The song’s arc builds until it explodes into a wild instrumental jam. Rachael said they were inspired by another family band, the Allman Brothers. The three sisters wrote “Hurricane” together to showcase each of their strengths: Kat’s versatility on piano and organ, Rachael’s electric guitar prowess, and Rebecca’s soaring vocals. It’s their rip-roaring ode to the moody, bewitching New England coastline. Then, there’s their other homage called, “Boston Town.”

“I wrote the song with an idea that I wanted our band to write the next anthem of Boston,” Rachael said,  “and I remember getting the lick. It sounds like this old Irish song, or pirate shanty tune, or maybe even a Bruce Springsteen-esque sort of riff.”

Rachael sings “Boston Town’s” lyrics that reference North End docks and the street where their parents lived in Brookline when they were in their 20s. “Now the ironic thing is Kerrigan Place doesn't exist anymore,” Rachael said. “They bulldozed it down and now there's a hotel. But it still exists in the song.”

Rachael Wolff at her home in Canton, Mass. (Robin Lubbock/WBUR)
Rachael Wolff at her home in Canton, Mass. (Robin Lubbock/WBUR)

Rachael said she’s dreamed “Boston Town” would one day be played at Fenway Park.
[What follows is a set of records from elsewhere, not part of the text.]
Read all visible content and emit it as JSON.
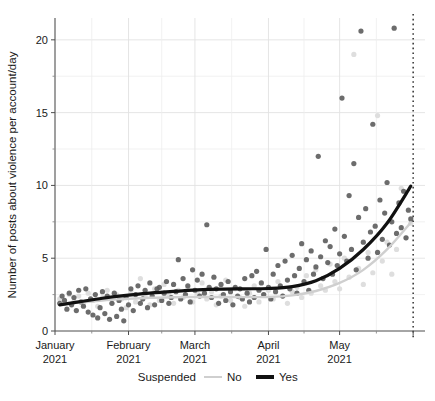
{
  "chart_data": {
    "type": "scatter",
    "title": "",
    "xlabel": "",
    "ylabel": "Number of posts about violence per account/day",
    "xlim": [
      "2021-01-01",
      "2021-06-05"
    ],
    "ylim": [
      0,
      21.5
    ],
    "grid": true,
    "y_ticks_major": [
      0,
      5,
      10,
      15,
      20
    ],
    "y_ticks_minor": [
      2.5,
      7.5,
      12.5,
      17.5
    ],
    "x_tick_labels": [
      {
        "label": "January",
        "sub": "2021",
        "value": "2021-01-01"
      },
      {
        "label": "February",
        "sub": "2021",
        "value": "2021-02-01"
      },
      {
        "label": "March",
        "sub": "2021",
        "value": "2021-03-01"
      },
      {
        "label": "April",
        "sub": "2021",
        "value": "2021-04-01"
      },
      {
        "label": "May",
        "sub": "2021",
        "value": "2021-05-01"
      }
    ],
    "legend": {
      "title": "Suspended",
      "position": "bottom",
      "entries": [
        {
          "label": "No",
          "color": "#cfcfcf",
          "line_width": 2
        },
        {
          "label": "Yes",
          "color": "#111111",
          "line_width": 4
        }
      ]
    },
    "annotations": [
      {
        "type": "vline",
        "x": "2021-06-01",
        "style": "dotted",
        "color": "#111111"
      }
    ],
    "series": [
      {
        "name": "Yes",
        "marker_color": "#5c5c5c",
        "line_color": "#111111",
        "points": [
          [
            2,
            1.9
          ],
          [
            3,
            2.4
          ],
          [
            4,
            2.1
          ],
          [
            5,
            1.5
          ],
          [
            6,
            2.6
          ],
          [
            7,
            1.8
          ],
          [
            8,
            2.3
          ],
          [
            9,
            1.4
          ],
          [
            10,
            2.8
          ],
          [
            11,
            2.0
          ],
          [
            12,
            1.7
          ],
          [
            13,
            2.9
          ],
          [
            14,
            1.3
          ],
          [
            15,
            2.2
          ],
          [
            16,
            1.1
          ],
          [
            17,
            2.5
          ],
          [
            18,
            0.9
          ],
          [
            19,
            1.6
          ],
          [
            20,
            2.7
          ],
          [
            21,
            1.2
          ],
          [
            22,
            2.4
          ],
          [
            23,
            0.8
          ],
          [
            24,
            1.9
          ],
          [
            25,
            2.6
          ],
          [
            26,
            1.0
          ],
          [
            27,
            2.1
          ],
          [
            28,
            1.5
          ],
          [
            29,
            0.7
          ],
          [
            30,
            2.3
          ],
          [
            31,
            1.8
          ],
          [
            32,
            2.9
          ],
          [
            33,
            1.4
          ],
          [
            34,
            2.5
          ],
          [
            35,
            3.1
          ],
          [
            36,
            1.9
          ],
          [
            37,
            2.2
          ],
          [
            38,
            2.8
          ],
          [
            39,
            1.6
          ],
          [
            40,
            3.3
          ],
          [
            41,
            2.4
          ],
          [
            42,
            1.8
          ],
          [
            43,
            2.9
          ],
          [
            44,
            3.0
          ],
          [
            45,
            2.1
          ],
          [
            46,
            2.6
          ],
          [
            47,
            3.4
          ],
          [
            48,
            1.9
          ],
          [
            49,
            2.3
          ],
          [
            50,
            3.2
          ],
          [
            51,
            2.7
          ],
          [
            52,
            4.9
          ],
          [
            53,
            2.2
          ],
          [
            54,
            3.6
          ],
          [
            55,
            2.5
          ],
          [
            56,
            3.1
          ],
          [
            57,
            2.0
          ],
          [
            58,
            4.2
          ],
          [
            59,
            2.8
          ],
          [
            60,
            3.5
          ],
          [
            61,
            2.4
          ],
          [
            62,
            3.9
          ],
          [
            63,
            2.6
          ],
          [
            64,
            7.3
          ],
          [
            65,
            3.0
          ],
          [
            66,
            2.3
          ],
          [
            67,
            3.7
          ],
          [
            68,
            2.9
          ],
          [
            69,
            1.9
          ],
          [
            70,
            3.2
          ],
          [
            71,
            2.5
          ],
          [
            72,
            2.1
          ],
          [
            73,
            3.4
          ],
          [
            74,
            2.7
          ],
          [
            75,
            1.8
          ],
          [
            76,
            3.0
          ],
          [
            77,
            2.4
          ],
          [
            78,
            2.9
          ],
          [
            79,
            2.2
          ],
          [
            80,
            3.6
          ],
          [
            81,
            2.6
          ],
          [
            82,
            2.0
          ],
          [
            83,
            3.8
          ],
          [
            84,
            2.3
          ],
          [
            85,
            4.1
          ],
          [
            86,
            2.8
          ],
          [
            87,
            3.3
          ],
          [
            88,
            2.5
          ],
          [
            89,
            5.6
          ],
          [
            90,
            3.0
          ],
          [
            91,
            2.2
          ],
          [
            92,
            3.9
          ],
          [
            93,
            2.7
          ],
          [
            94,
            4.5
          ],
          [
            95,
            3.1
          ],
          [
            96,
            2.4
          ],
          [
            97,
            4.8
          ],
          [
            98,
            3.5
          ],
          [
            99,
            2.9
          ],
          [
            100,
            5.2
          ],
          [
            101,
            3.8
          ],
          [
            102,
            2.6
          ],
          [
            103,
            4.3
          ],
          [
            104,
            6.0
          ],
          [
            105,
            3.4
          ],
          [
            106,
            4.9
          ],
          [
            107,
            2.8
          ],
          [
            108,
            5.5
          ],
          [
            109,
            3.9
          ],
          [
            110,
            4.4
          ],
          [
            111,
            12.0
          ],
          [
            112,
            5.1
          ],
          [
            113,
            3.6
          ],
          [
            114,
            6.2
          ],
          [
            115,
            4.7
          ],
          [
            116,
            5.8
          ],
          [
            117,
            3.9
          ],
          [
            118,
            7.0
          ],
          [
            119,
            4.5
          ],
          [
            120,
            5.3
          ],
          [
            121,
            16.0
          ],
          [
            122,
            6.5
          ],
          [
            123,
            4.8
          ],
          [
            124,
            9.3
          ],
          [
            125,
            5.6
          ],
          [
            126,
            11.5
          ],
          [
            127,
            4.2
          ],
          [
            128,
            7.8
          ],
          [
            129,
            20.6
          ],
          [
            130,
            6.1
          ],
          [
            131,
            8.4
          ],
          [
            132,
            5.0
          ],
          [
            133,
            6.8
          ],
          [
            134,
            14.2
          ],
          [
            135,
            7.2
          ],
          [
            136,
            5.4
          ],
          [
            137,
            9.0
          ],
          [
            138,
            6.3
          ],
          [
            139,
            8.1
          ],
          [
            140,
            10.2
          ],
          [
            141,
            5.9
          ],
          [
            142,
            7.5
          ],
          [
            143,
            20.8
          ],
          [
            144,
            6.7
          ],
          [
            145,
            8.8
          ],
          [
            146,
            7.1
          ],
          [
            147,
            9.6
          ],
          [
            148,
            6.4
          ],
          [
            149,
            8.3
          ],
          [
            150,
            7.7
          ]
        ]
      },
      {
        "name": "No",
        "marker_color": "#dcdcdc",
        "line_color": "#cfcfcf",
        "points": [
          [
            2,
            2.2
          ],
          [
            4,
            1.9
          ],
          [
            6,
            2.5
          ],
          [
            8,
            2.0
          ],
          [
            10,
            2.4
          ],
          [
            12,
            1.8
          ],
          [
            14,
            2.6
          ],
          [
            16,
            2.1
          ],
          [
            18,
            1.7
          ],
          [
            20,
            2.3
          ],
          [
            22,
            2.8
          ],
          [
            24,
            1.9
          ],
          [
            26,
            2.5
          ],
          [
            28,
            2.2
          ],
          [
            30,
            1.6
          ],
          [
            32,
            2.7
          ],
          [
            34,
            2.0
          ],
          [
            36,
            3.6
          ],
          [
            38,
            2.4
          ],
          [
            40,
            1.8
          ],
          [
            42,
            2.9
          ],
          [
            44,
            2.1
          ],
          [
            46,
            3.2
          ],
          [
            48,
            2.5
          ],
          [
            50,
            1.9
          ],
          [
            52,
            2.8
          ],
          [
            54,
            2.3
          ],
          [
            56,
            3.0
          ],
          [
            58,
            2.0
          ],
          [
            60,
            2.6
          ],
          [
            62,
            3.3
          ],
          [
            64,
            2.2
          ],
          [
            66,
            2.7
          ],
          [
            68,
            1.8
          ],
          [
            70,
            2.4
          ],
          [
            72,
            3.5
          ],
          [
            74,
            2.1
          ],
          [
            76,
            2.9
          ],
          [
            78,
            2.3
          ],
          [
            80,
            1.7
          ],
          [
            82,
            2.6
          ],
          [
            84,
            3.1
          ],
          [
            86,
            2.0
          ],
          [
            88,
            2.5
          ],
          [
            90,
            2.8
          ],
          [
            92,
            2.2
          ],
          [
            94,
            3.4
          ],
          [
            96,
            2.4
          ],
          [
            98,
            1.9
          ],
          [
            100,
            2.7
          ],
          [
            102,
            3.0
          ],
          [
            104,
            2.3
          ],
          [
            106,
            3.8
          ],
          [
            108,
            2.6
          ],
          [
            110,
            4.2
          ],
          [
            112,
            3.1
          ],
          [
            114,
            2.8
          ],
          [
            116,
            4.6
          ],
          [
            118,
            3.4
          ],
          [
            120,
            2.9
          ],
          [
            122,
            5.0
          ],
          [
            124,
            3.7
          ],
          [
            126,
            19.0
          ],
          [
            128,
            4.3
          ],
          [
            130,
            3.2
          ],
          [
            132,
            5.4
          ],
          [
            134,
            4.0
          ],
          [
            136,
            14.8
          ],
          [
            138,
            4.8
          ],
          [
            140,
            6.1
          ],
          [
            142,
            3.9
          ],
          [
            144,
            5.6
          ],
          [
            146,
            9.8
          ],
          [
            148,
            6.4
          ],
          [
            150,
            7.4
          ]
        ]
      }
    ],
    "trend_lines": [
      {
        "name": "Yes",
        "color": "#111111",
        "width": 3.2,
        "points": [
          [
            2,
            1.8
          ],
          [
            10,
            2.0
          ],
          [
            20,
            2.25
          ],
          [
            30,
            2.45
          ],
          [
            40,
            2.6
          ],
          [
            50,
            2.72
          ],
          [
            60,
            2.82
          ],
          [
            70,
            2.88
          ],
          [
            80,
            2.9
          ],
          [
            90,
            2.92
          ],
          [
            100,
            3.05
          ],
          [
            110,
            3.45
          ],
          [
            120,
            4.3
          ],
          [
            130,
            5.6
          ],
          [
            140,
            7.4
          ],
          [
            150,
            9.95
          ]
        ]
      },
      {
        "name": "No",
        "color": "#cfcfcf",
        "width": 2.4,
        "points": [
          [
            2,
            1.85
          ],
          [
            10,
            1.95
          ],
          [
            20,
            2.1
          ],
          [
            30,
            2.2
          ],
          [
            40,
            2.28
          ],
          [
            50,
            2.32
          ],
          [
            60,
            2.34
          ],
          [
            70,
            2.34
          ],
          [
            80,
            2.33
          ],
          [
            90,
            2.34
          ],
          [
            100,
            2.45
          ],
          [
            110,
            2.75
          ],
          [
            120,
            3.3
          ],
          [
            130,
            4.2
          ],
          [
            140,
            5.6
          ],
          [
            150,
            7.45
          ]
        ]
      }
    ]
  }
}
Now, the sisters are thrilled about where they’ll perform it Friday.

“It would be a missed opportunity to not play ‘Boston Town’ at Boston Calling," Rebecca said. “It was one of those things where, when we found out we were going to play, we just kind of fell on the floor with excitement.”

And, of course, the Wolff Sisters’ proud parents will be there too.


The Wolff Sisters perform at Boston Calling's Orange Stage on Friday, May 24 at 2:50 p.m.

Headshot of Andrea Shea

Andrea Shea Correspondent, Arts & Culture
Andrea Shea is a correspondent for WBUR's arts & culture reporter.